Monday, February 20, 2012

cultural sighs

Walking to my room after eating in the local small-small town, pulling out my key, and then the power generator goes off and I can’t see the lock.

Going to the bathroom at 4am, mild stomach upset, and remembering that they don’t have toilet paper.

People saying I should prepare a presentation. Powerpoint. With another group. Then, no, it won’t be with another group, it will be alone. Then, no, it won’t be a presentation. Then, no, it won’t be powerpoint. Then, no, it will be a preseantion and you should make posters. Then, you will present with these people whom you have not yet met. Then, well, everyone else was preparing the posters a week ago, why aren’t yours ready?

Choose what food you want.

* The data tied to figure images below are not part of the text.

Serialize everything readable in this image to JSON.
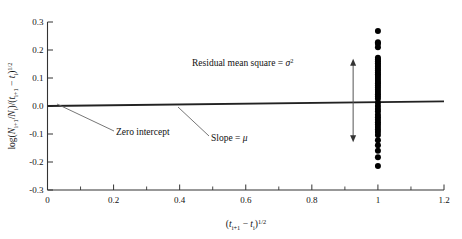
{
  "chart_data": {
    "type": "scatter",
    "title": "",
    "xlabel": "(t_i+1 - t_i)^1/2",
    "ylabel": "log(N_i+1/N_i)/(t_i+1 - t_i)^1/2",
    "xlim": [
      0,
      1.2
    ],
    "ylim": [
      -0.3,
      0.3
    ],
    "grid": false,
    "legend": "none",
    "x_ticks": [
      "0",
      "0.2",
      "0.4",
      "0.6",
      "0.8",
      "1",
      "1.2"
    ],
    "x_tick_values": [
      0,
      0.2,
      0.4,
      0.6,
      0.8,
      1.0,
      1.2
    ],
    "x_minor_values": [
      0.1,
      0.3,
      0.5,
      0.7,
      0.9,
      1.1
    ],
    "y_ticks": [
      "0.3",
      "0.2",
      "0.1",
      "0.0",
      "-0.1",
      "-0.2",
      "-0.3"
    ],
    "y_tick_values": [
      0.3,
      0.2,
      0.1,
      0.0,
      -0.1,
      -0.2,
      -0.3
    ],
    "series": [
      {
        "name": "observations",
        "type": "scatter",
        "marker": "filled-circle",
        "color": "#000000",
        "x": [
          1.0,
          1.0,
          1.0,
          1.0,
          1.0,
          1.0,
          1.0,
          1.0,
          1.0,
          1.0,
          1.0,
          1.0,
          1.0,
          1.0,
          1.0,
          1.0,
          1.0,
          1.0,
          1.0,
          1.0,
          1.0,
          1.0,
          1.0,
          1.0,
          1.0,
          1.0,
          1.0,
          1.0,
          1.0,
          1.0,
          1.0,
          1.0,
          1.0,
          1.0,
          1.0,
          1.0,
          1.0,
          1.0,
          1.0,
          1.0,
          1.0,
          1.0,
          1.0,
          1.0
        ],
        "y": [
          0.268,
          0.228,
          0.222,
          0.21,
          0.172,
          0.166,
          0.16,
          0.153,
          0.146,
          0.14,
          0.133,
          0.127,
          0.12,
          0.113,
          0.107,
          0.1,
          0.093,
          0.086,
          0.08,
          0.073,
          0.066,
          0.058,
          0.05,
          0.042,
          0.034,
          0.026,
          0.012,
          0.0,
          -0.011,
          -0.02,
          -0.031,
          -0.04,
          -0.049,
          -0.058,
          -0.066,
          -0.075,
          -0.084,
          -0.093,
          -0.104,
          -0.122,
          -0.14,
          -0.16,
          -0.183,
          -0.214
        ]
      },
      {
        "name": "regression-line",
        "type": "line",
        "color": "#222222",
        "x": [
          0,
          1.2
        ],
        "y": [
          0.0,
          0.0165
        ]
      }
    ],
    "annotations": [
      {
        "id": "residual-mean-square",
        "text": "Residual mean square = ",
        "symbol": "σ",
        "exponent": "2",
        "x": 0.52,
        "y": 0.215
      },
      {
        "id": "zero-intercept",
        "text": "Zero intercept",
        "x": 0.175,
        "y": 0.095
      },
      {
        "id": "slope",
        "text": "Slope = ",
        "symbol": "μ",
        "x": 0.545,
        "y": 0.063
      },
      {
        "id": "spread-arrow",
        "text": "",
        "x": 0.925,
        "y_top": 0.165,
        "y_bottom": -0.126
      }
    ]
  },
  "axis": {
    "y_label_parts": {
      "log": "log(",
      "N": "N",
      "sub1": "i+1",
      "slash": "/",
      "N2": "N",
      "sub2": "i",
      "close": ")/(",
      "t1": "t",
      "tsub1": "i+1",
      "minus": " − ",
      "t2": "t",
      "tsub2": "i",
      "close2": ")",
      "exp": "1/2"
    },
    "x_label_parts": {
      "open": "(",
      "t1": "t",
      "tsub1": "i+1",
      "minus": " − ",
      "t2": "t",
      "tsub2": "i",
      "close": ")",
      "exp": "1/2"
    }
  },
  "colors": {
    "frame": "#333333",
    "point": "#000000",
    "line": "#222222",
    "annotation_leader": "#666666",
    "background": "#ffffff"
  }
}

Eggplant. Eggplant is a side dish. OK, chicken. Chicken is a side dish. Choose a main. What’s a main? Rice, rotti, chippatti, igli. I actually just want eggplant and chicken. Why don’t you do a mini meal? Because it is too large; I’ll take a North Indian meal. (silence.) Maybe this was not a good restaurant, you don’t understand how to order. Actually, I don’t care. I’m starving. Maybe you should just order for me. How about a mini-meal? Fine. I stare at the rice. If I eat that much rice, I won’t be able to move. Someone else passes by with what looks like a steaming dish of eggplant curry.

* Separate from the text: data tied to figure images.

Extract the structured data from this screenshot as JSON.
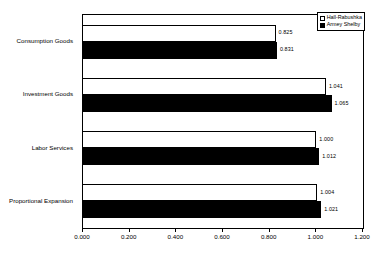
{
  "chart_data": {
    "type": "bar",
    "orientation": "horizontal",
    "title": "",
    "xlabel": "",
    "ylabel": "",
    "xlim": [
      0.0,
      1.2
    ],
    "xticks": [
      "0.000",
      "0.200",
      "0.400",
      "0.600",
      "0.800",
      "1.000",
      "1.200"
    ],
    "xtick_values": [
      0.0,
      0.2,
      0.4,
      0.6,
      0.8,
      1.0,
      1.2
    ],
    "grid": false,
    "legend_position": "top-right",
    "categories": [
      "Consumption Goods",
      "Investment Goods",
      "Labor Services",
      "Proportional Expansion"
    ],
    "series": [
      {
        "name": "Hall-Rabushka",
        "color": "#ffffff",
        "values": [
          0.825,
          1.041,
          1.0,
          1.004
        ],
        "labels": [
          "0.825",
          "1.041",
          "1.000",
          "1.004"
        ]
      },
      {
        "name": "Armey Shelby",
        "color": "#000000",
        "values": [
          0.831,
          1.065,
          1.012,
          1.021
        ],
        "labels": [
          "0.831",
          "1.065",
          "1.012",
          "1.021"
        ]
      }
    ]
  },
  "legend": {
    "items": [
      {
        "label": "Hall-Rabushka"
      },
      {
        "label": "Armey Shelby"
      }
    ]
  }
}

On the beach with a new (male) friend, it is dark, we are leaving. A strange man approaches us. He wants my friend to introduce him to me. They speak in a language I don’t understand. The stranger’s eyes are big, eager, he is looking at my pale skin in the moonlight and I do not want to know where his mind is going. I act on pure, unbridled instinct, positioning my body behind my friend. He reacts, also instinctual, shielding me from the stranger. The stranger leaves. I suspect the stranger was harmless. I am slightly shaken – not by the stranger so much as my response – I am tall, strong and big-boned, but in that moment, I was a woman, and my primary experience was vulnerability. I felt my gender shaping every glance and every interaction. We keep walking, talk turning to other things. I am grateful for that process by which strangers become friends, and friends can, at times, become protectors. I need to take some more Judo.

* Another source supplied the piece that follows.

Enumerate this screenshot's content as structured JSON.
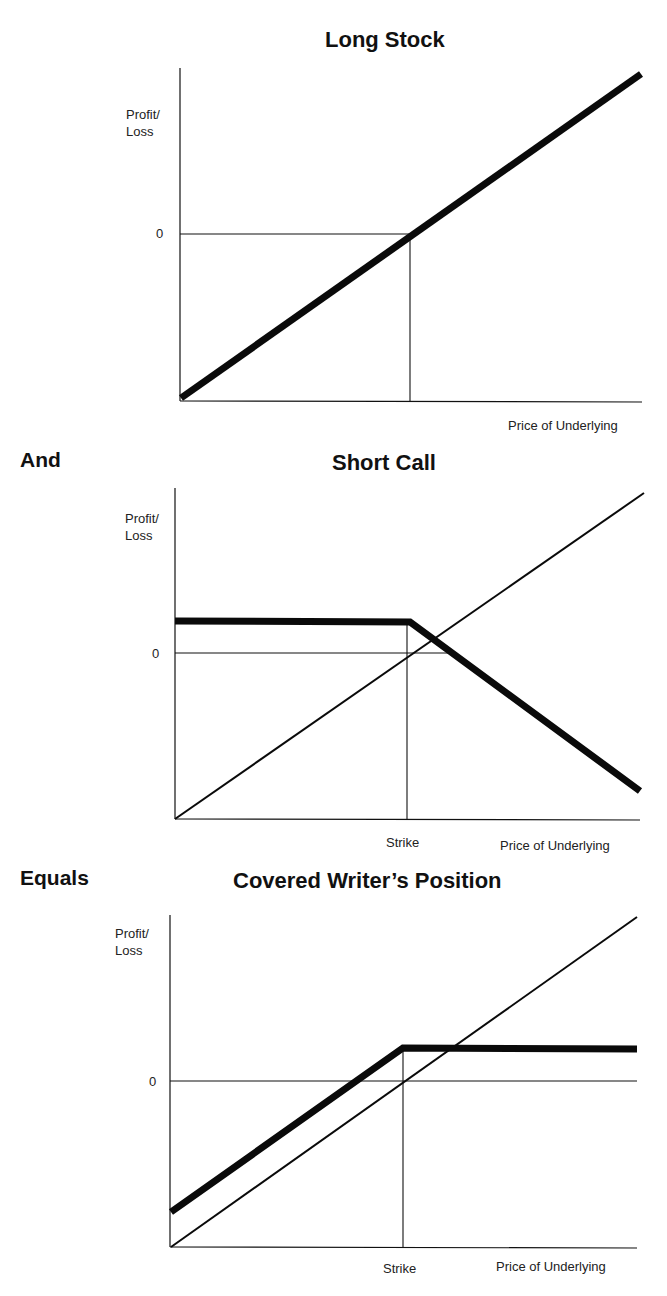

The scarves are so beautiful. The women here wear them draped around their chest and then thrown over their shouldres. To my eyes it looks like a graceful necklace turning into flowing coat-tails. I try. It falls off. Again. And again. Maybe they have better posture than I do. Eventually, standing in a line, I look closely at the woman in front of me. Safety pins. Ah! Now I know! I watch the school girls – the scarves are perfectly pressed and stay in place, very factual. I ask my companion – do the scarves have meaning? Yes, they are to cover the chest. I pause. A woman tells me a story of how work-etiquette requires that women pin the scarves carefully as to cover the entire breasts. (Over an already conservative dress-like outfit). Suddenly the beautiful ‘necklaces’ become symbols of a conservative society. I have seen no women wear jeans or pants. Looking around the women suddenly seem trapped. The scarves loose their beauty. I ask my companion about his thoughts about men wearing jeans and women not. He points out that the traditional saris women used to wear are rarely worn any more (apparently a different style than what I’m surrounded by); that the modern outfits for women are much more free and comfortable. Maybe the scarves are not so bad. I will try wearing one over my chest on Monday to the office. With pins. And a pair of jeans.

Meaning, meaning, meaning. It’s all about meaning.